CORNISH: On a song like - is it "Wolfcry"?

PORTER: "Wolfcry."

CORNISH: That has a kind of a croon to it and a gentleness to it.

(SOUNDBITE OF SONG, "WOLFCRY")

PORTER: (Singing) The night has fallen. And you have soaked your see-through silken gown with tears. Your love was all in and he mistook your come-stay call for come quick, dear.

CORNISH: Your writing is so evocative, and it made sense to me when I learned that you also have a musical theater background, like you've written a musical.

PORTER: Yeah. Yeah. This musical comes back to Nat King Cole and...

CORNISH: And we should say this musical was called "Nat King Cole & Me."

(LAUGHTER)

PORTER: Nat - right, "Nat King Cole & Me." But the story is the story of my childhood and how I came to Nat King Cole's music so strongly in the absence of my father. It was like seeing his image in this, you know, this elegant, handsome, strong man, sitting by a fire, looking like somebody's daddy. And I was like, wow, OK. Then I put it on and then, you know, (singing) Smile though your heart is aching. Smile even though, you know. The greatest thing you'll ever learn is just to love and be loved in return. You know, you'll be a man someday, you know. These powerful words I started to listen to and they affected me.

CORNISH: Can I ask about your father? What happened to him?

PORTER: He was this charismatic preacher, singer, painter. These are all the things I found out at his funeral. You know, after he divorced my mother, he came around but not often.

CORNISH: So there's no musical connection there?

PORTER: Well, there is now. I've created - in the musical, I created an apology from him. His character actually says to me that he's sorry. And once I performed it on stage at the Denver Center, I actually released that bitterness that I had towards him. And in the writing and in this record, I actually have come to the place that I have to give my mother all the credit and love that she is due. But I also have to give my father some thanks for my creativity. I'm almost certain, genetically, it comes from him and my singing voice comes from him.

CORNISH: It does?

PORTER: So, yeah. And so I have to say, wow, I have something to be thankful for. And he did give me some gifts that are paving away for me, so my burden is lighter, you know. I'm now quoting some of the lyrics from one of the songs called "Free."

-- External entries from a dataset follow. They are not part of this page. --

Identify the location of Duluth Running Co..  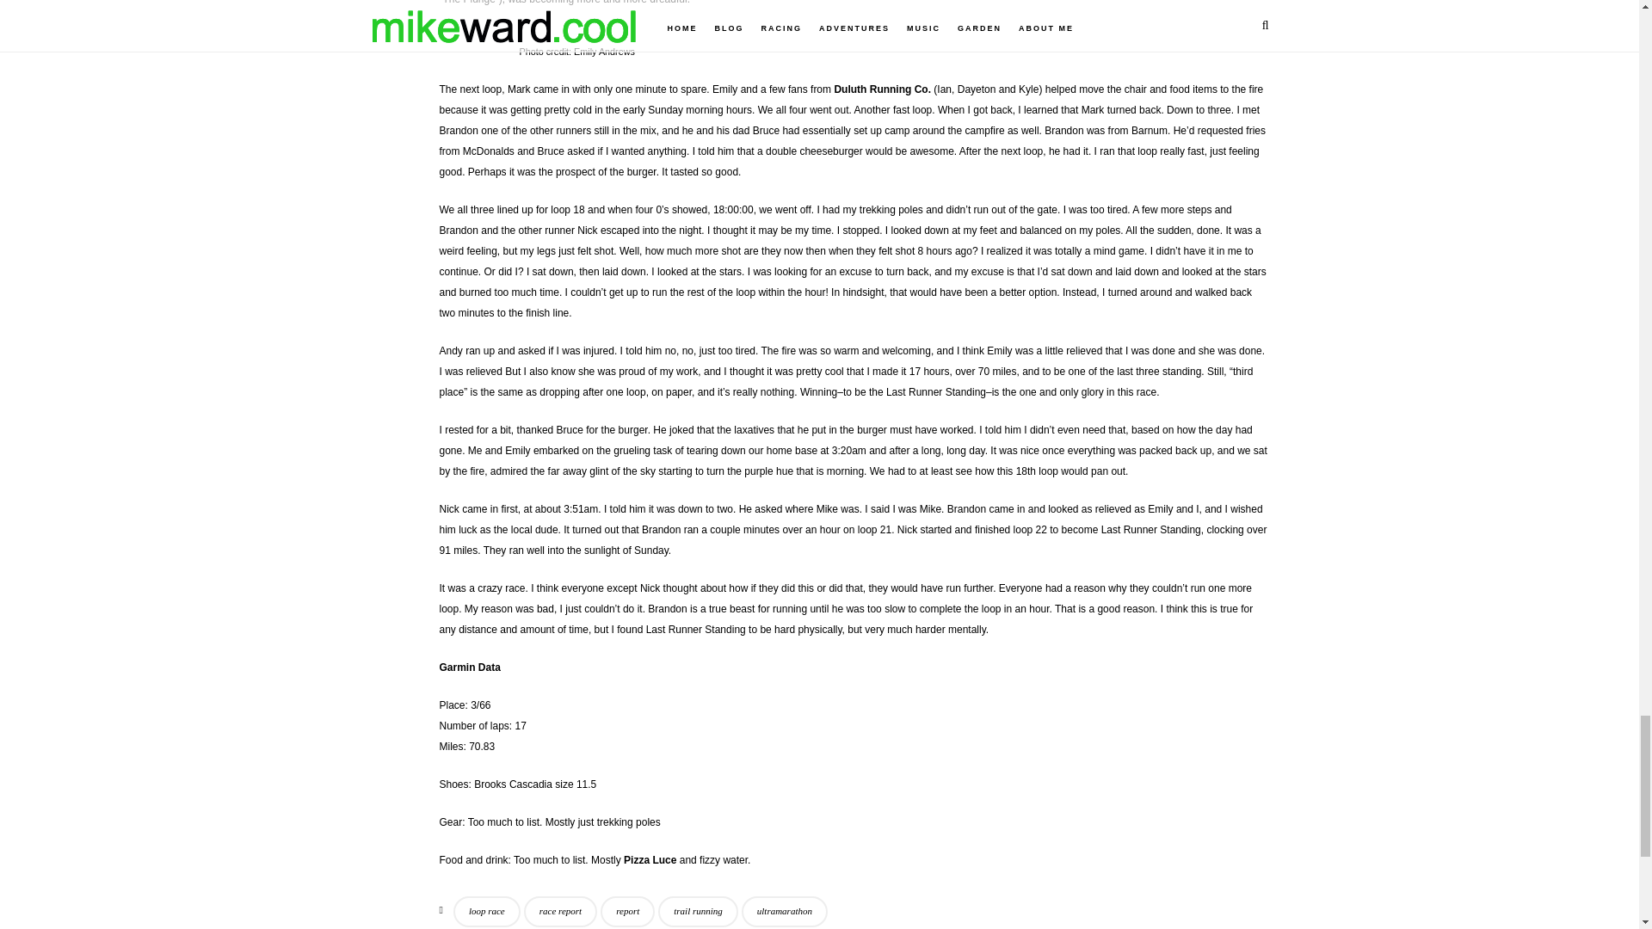
(883, 89).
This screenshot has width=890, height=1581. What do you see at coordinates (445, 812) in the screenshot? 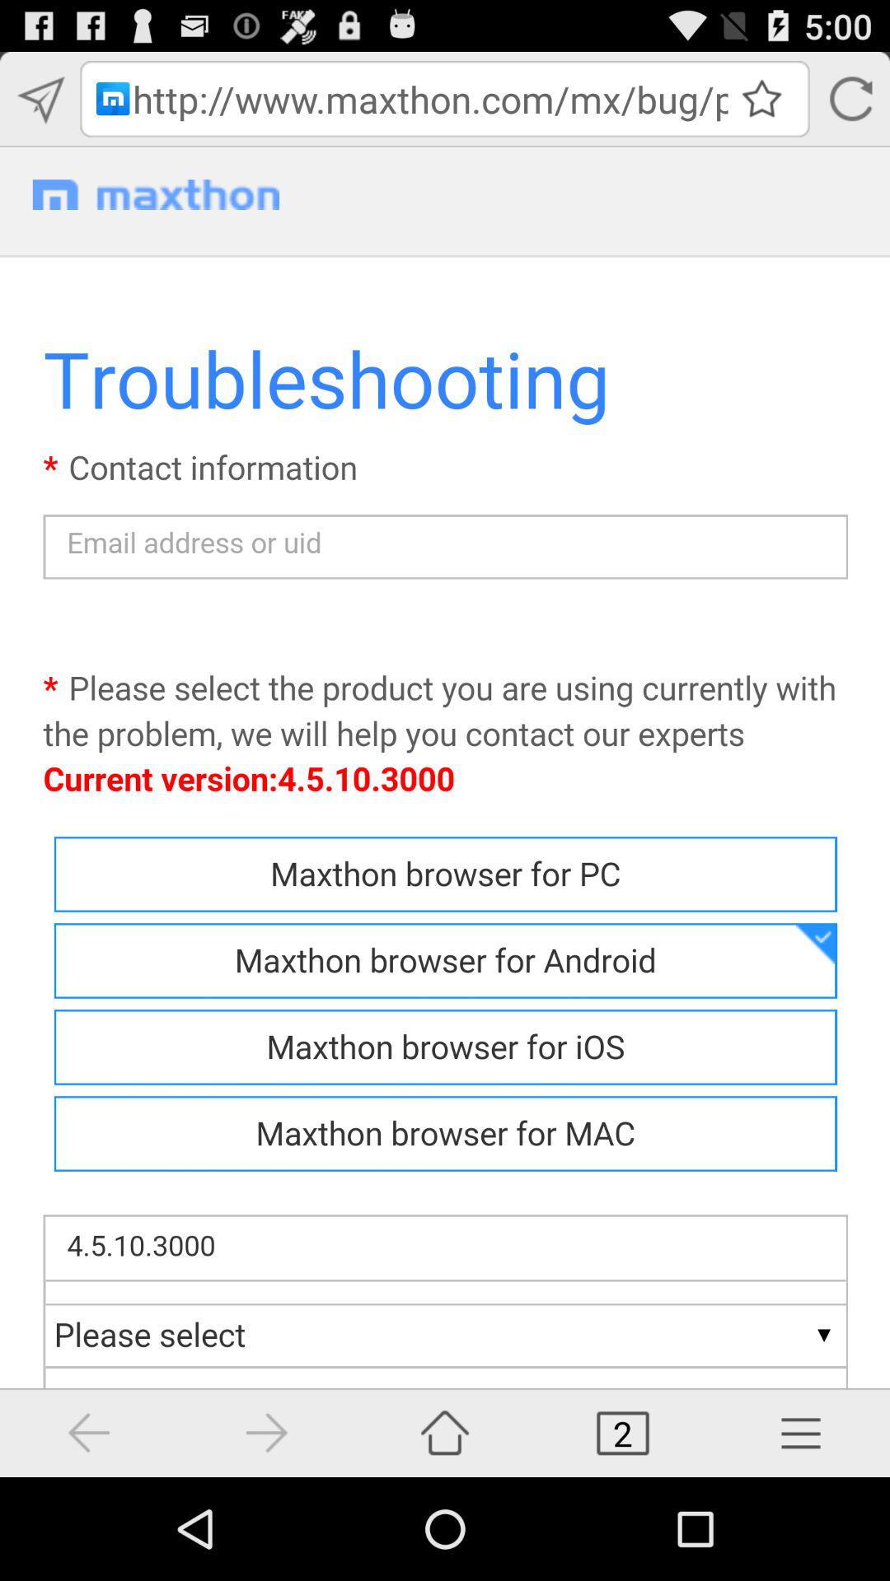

(SOUNDBITE OF SONG, "FREE")

PORTER: (Singing) So I'd be young and free. Daddy make a way for me. He paved the road so my burden is lighter. And momma did just the same, dropping love just like rain. She said guide your heart from it, come into the light. Free. Free. Free.

I think part of my job as a songwriter is to go back in my memory and pull up those pains for other people because somebody else is going to come along who didn't have a good issue with their father. And so there's a song that I'm currently working on called - he was a painter, a house painter. And the song is called "A Man on a Ladder." And I stand at the bottom of the ladder, waiting to catch some of the overspray from the paint so it would land on my face, so people would know that I was the son of this painter.

CORNISH: You know, if you mention a new song you're writing, I can't help but wonder what it sounds like. Would you sing any of it?

PORTER: Well, yeah. (Singing) There's a man on a ladder, way up in the sky. No, actually, I can't.

CORNISH: You had me right there.

(LAUGHTER)

CORNISH: I'm just going to say that.

(LAUGHTER)

PORTER: Well, yeah. So (Singing) he had a big head and real wide shoulders and real small feet, so small I couldn't see his footprints. You know, I can't see his footsteps and I don't know which way to go because I didn't have a man to guide me and lead me and direct me in the way that, you know, fathers do. There you go.

CORNISH: Well, thank you so much for telling us these stories. It was really amazing. I appreciate it.

PORTER: Thank you so much.

CORNISH: That was Gregory Porter. His album is called "Liquid Spirit."

(SOUNDBITE OF SONG, "WHEN LOVE WAS KING")

PORTER: (Singing) There's much more story that I could tell to make the hardest hearts swell. This is the story when love was king.